Sunday, April 19, 2009

On Event Processing related Books


The amount of books related to event processing is growing, and in the next year or so there will be several books added to the already existing one, looking at event processing from different angles.

First let's review the existing books.

"The power of Events" by David Luckham was the pioneering book in this area and became an icon by its own right, the book was published in 2002, and influenced the thinking in this area, including the name coined "complex event processing" that is in use as a name being used for various products in this area.
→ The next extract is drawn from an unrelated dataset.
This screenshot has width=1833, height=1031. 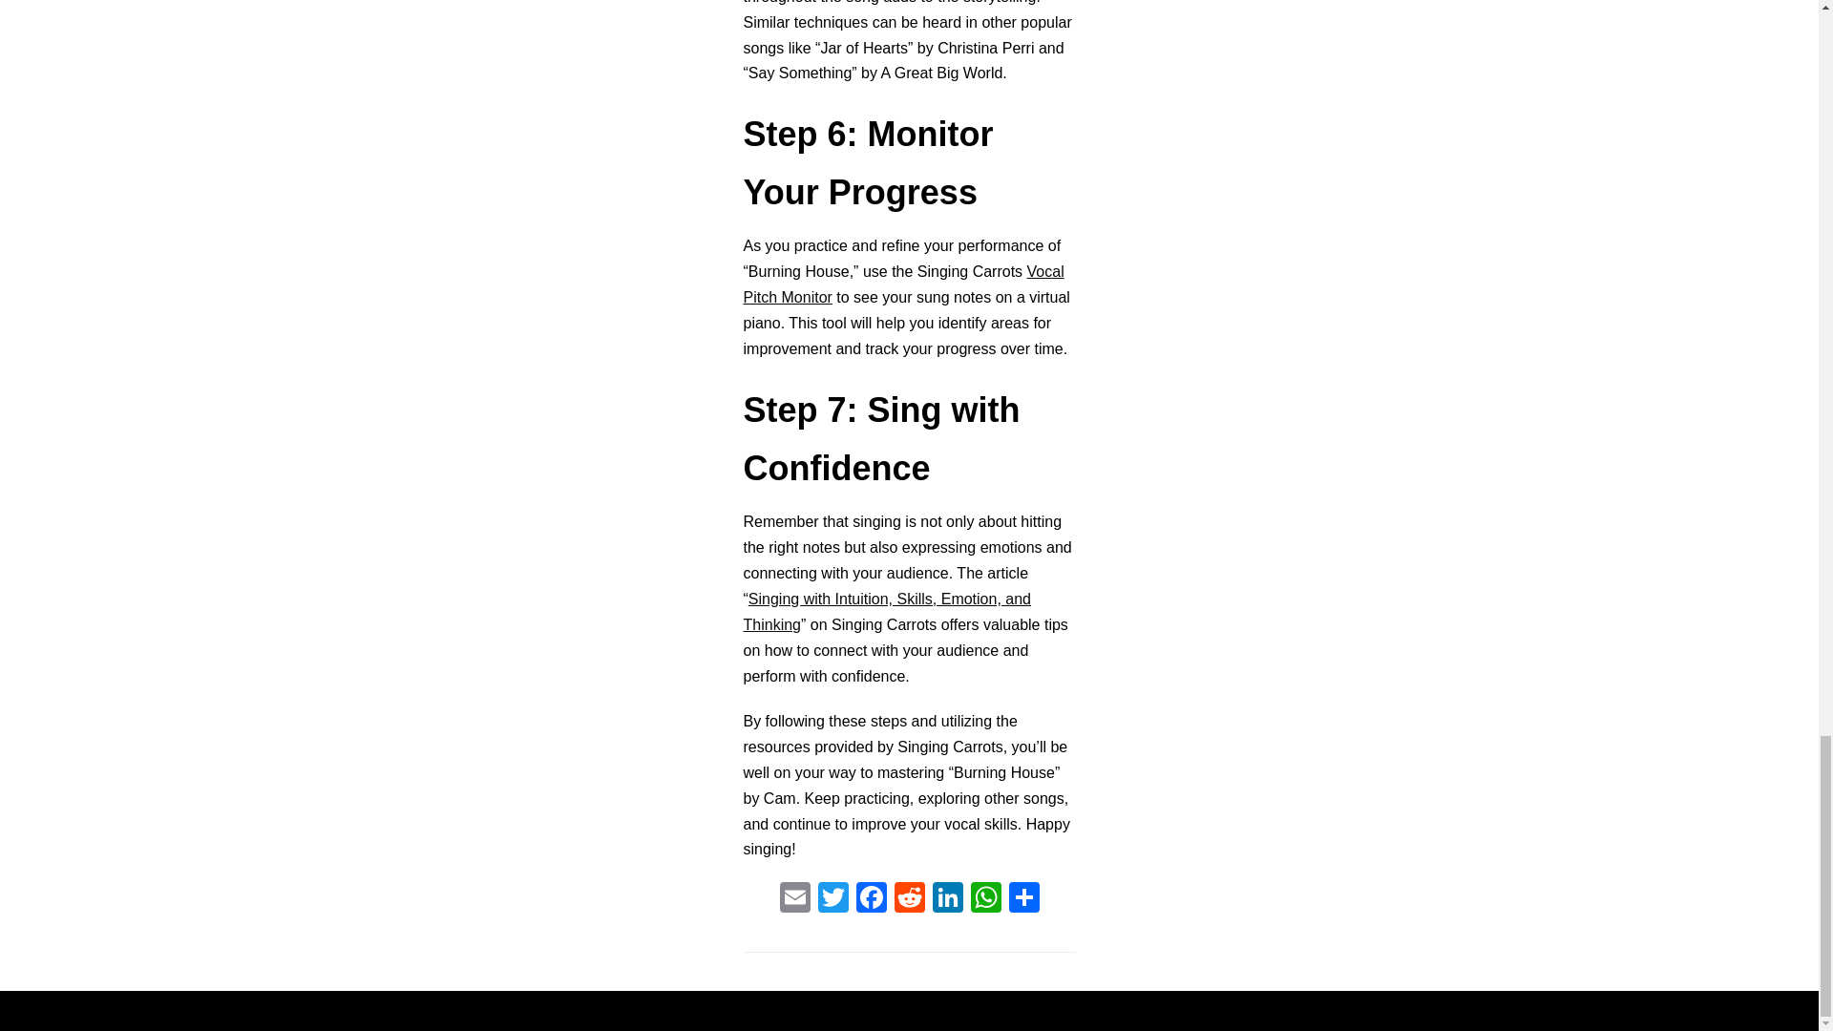 I want to click on Twitter, so click(x=832, y=899).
The book "Distributed Event-Based Systems" by three members of the research community: Gero Mühl, Ludger Fiege, and Peter Pietzuch. It should be noted that the "DEBS" community which concentrated around pub/sub and distributed middleware, has joined forces with the community that deal with event processing languages, architectures and execution models to form the event processing community.
This book published in 2006 deals mostly with the infrastructure that enables event-based interaction (such as: pub/sub) and is a good textbook on the infrastructure topics.
The book "Event-Driven Architecture - how SOA enables the Real-Time Enterprise" is a new book by Hugh Taylor, Angela Yochem, Les Phillips, and Frank Martinez available also as a Kindle book. I have not read it yet, but from the title it seems to look at EDA as a SOA pattern. Will add it to my next periodic Amazon order.
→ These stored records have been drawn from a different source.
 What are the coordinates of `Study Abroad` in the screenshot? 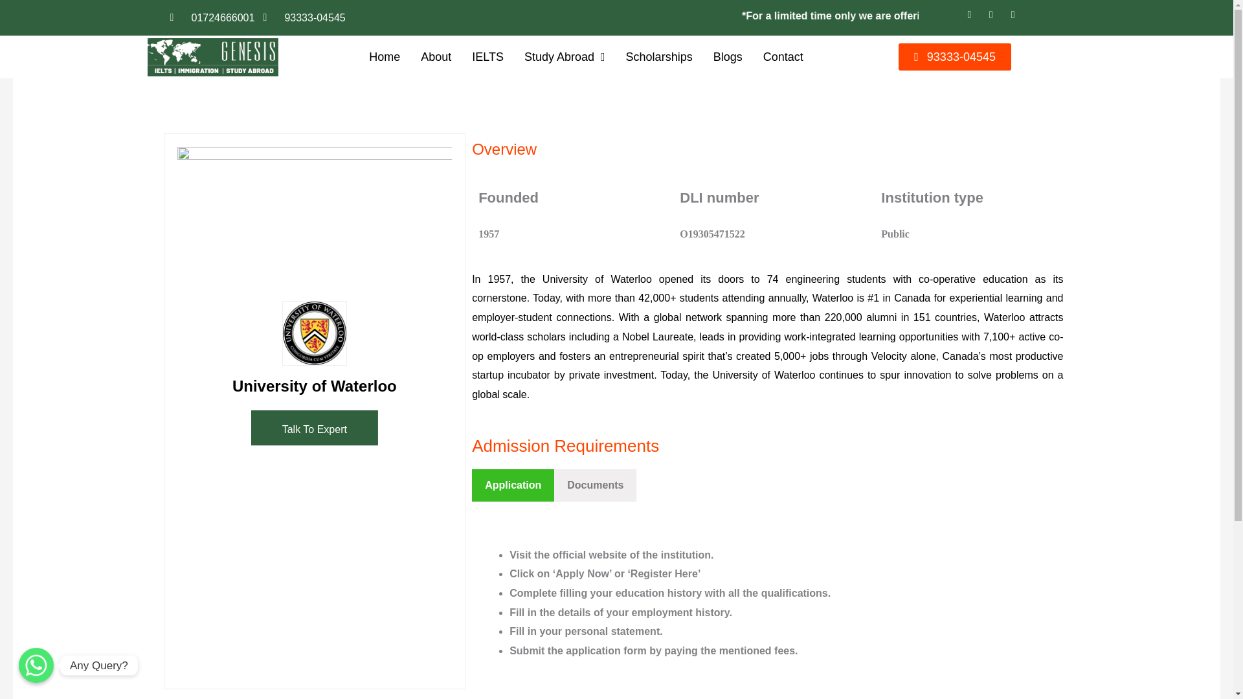 It's located at (564, 57).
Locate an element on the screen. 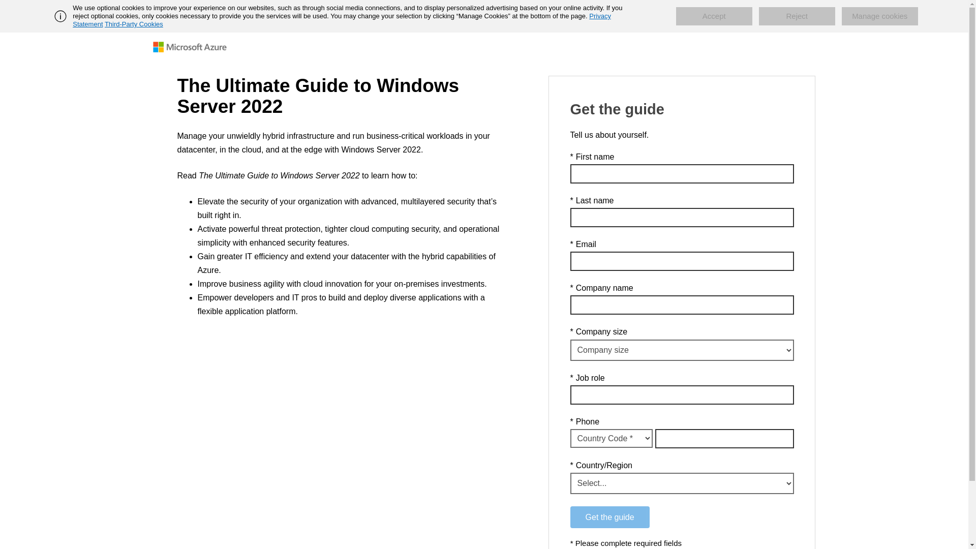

Now - to future books. Amazon also shows a book that has not been released yet, by Sharma Chakravarty one of the veterans of active databases and
Qingchun Jiang. The book is entitled: "Stream Data Processing: A Quality of Service Perspective", and has "Complex Event Processing" is its sub-title, seems to be a monograph about Sharma's approach to unify stream and complex event processing that he presented in the DEBS 2008.
Annika Hinze and Alex Buchmann, again, two persons from the academia, well known in the community. Their intended book is a collection of articles, entitled: "Handbook of Research on Advanced Distributed Event-Based Systems, Publish/Subscribe and Message Filtering Technologies", and is geared towards the research community. I don't know the schedule.

Another forthcoming book by well known figures in our community: Roy Schulte and Mani Chandy is entitled: "Event Processing: Designing IT Systems for Agile Companies".


This book will provide business oriented view of event processing and its relations with various part of the enterprise architecture (SOA, BPM, BI).


Last but not least, the book that Peter Niblett and myself are writing entitles "Event Processing in Action", the book focuses on the building blocks of constructing event processing applications, and provides a deep dive of application building using a use case.




The fact that various publishers have taken the investment in event processing oriented book is an indication of the interest in this area. Enriching the community with several books with different viewpoints and focus area will help in both the understanding and teaching event processing concepts and facilities.